Oakland’s airport leader picked for L.A.
The head of Oakland International Airport was nominated Wednesday to become the next executive director of Los Angeles World Airports, the operator of Los Angeles International Airport.
Mayor Eric Garcetti has selected Deborah Ale Flint as the replacement for Gina Marie Lindsey, who will step down on June 18 after more than eight years overseeing the city’s airport department and the ongoing modernization of LAX, now the second-busiest airport in the nation.
Her appointment must be approved by the Los Angeles Board of Airport Commissioners, which is scheduled to vote Thursday on her nomination, and the City Council.
Ale Flint, 47, has been responsible for the operation, management and business development of Oakland International, a midsize airport that handled 10.3 million passengers last year. She oversaw capital projects, improvements in customer service and a new Bay Area Rapid Transit connection to the airport.
Ale Flint — the first African American airport director in the Bay Area — has worked for Oakland International for 13 years, the last five as director of aviation. She holds a bachelor of science degree in business from San Jose State University.
“I am honored by the op- portunity to join Mayor Garcetti’s administration,” Ale Flint said. “I am looking forward to working with him, the commissioners, the entire LAWA team and our neighbors to shape the future of air transportation for Los Angeles and the greater region.”
She declined to discuss her nomination Wednesday because she had not yet been appointed.
If approved, Ale Flint will join a much larger and more complicated operation that has three airports: LAX, LA/ Ontario International and Van Nuys, a general aviation facility.
LAX, which handles nearly 71 million passengers a year, is in the middle an $8.5-billion modernization, the centerpiece of which as been the redesigned Tom Bradley International Terminal. The latest round of proposed projects includes a new midfield concourse, a centralized car rental facility, a people mover and a light-rail connection to the Crenshaw Line, now under construction.

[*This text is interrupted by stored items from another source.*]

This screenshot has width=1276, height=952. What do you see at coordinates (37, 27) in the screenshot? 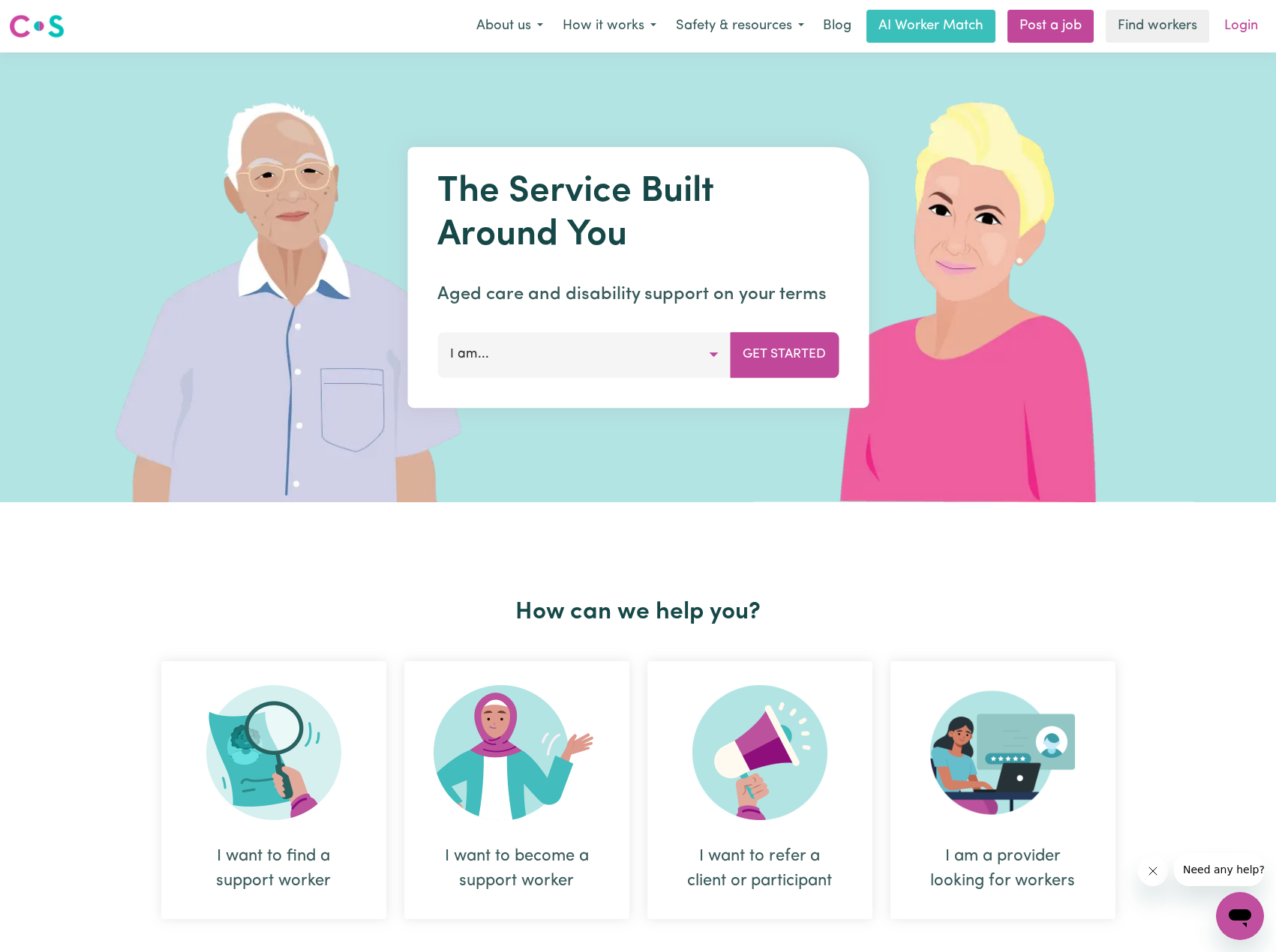
I see `a: Careseekers logo` at bounding box center [37, 27].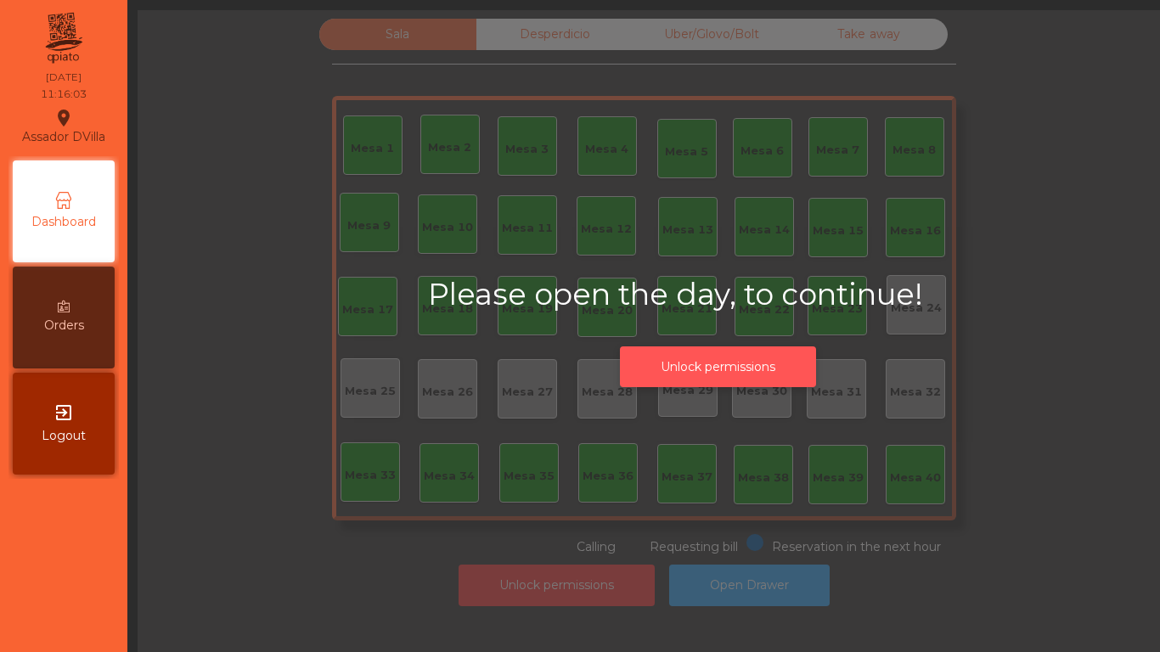 The width and height of the screenshot is (1160, 652). I want to click on button: Unlock permissions, so click(717, 367).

At LA/Ontario International, Ale Flint will have to cope with a facility that has lost more than 40% of its passengers since 2007 despite a recent uptick in travelers. The city of Ontario is now trying to wrest control of the facility from Los Angeles, which acquired the airport from that city in 1985. A lawsuit is pending in Riverside County Superior Court. Van Nuys Airport has its own set of issues related to declining f light operations, tenant relations and a transition to more services catering to jet aircraft.
In addition to her role at Oakland International, Ale Flint is involved with the Airports Council International, the California Airports Council, the U.S. Department of Transportation’s Aviation Consumer Protection Committee and the Transportation Research Board’s program to study airports.
“Deborah Ale Flint is the right aviation executive to lead the changes we are making,” Garcetti said, “including overhauling nearly every terminal, bringing rail to LAX, growing passenger activity at LA/Ontario airport and adding new customs service at Van Nuys Airport.”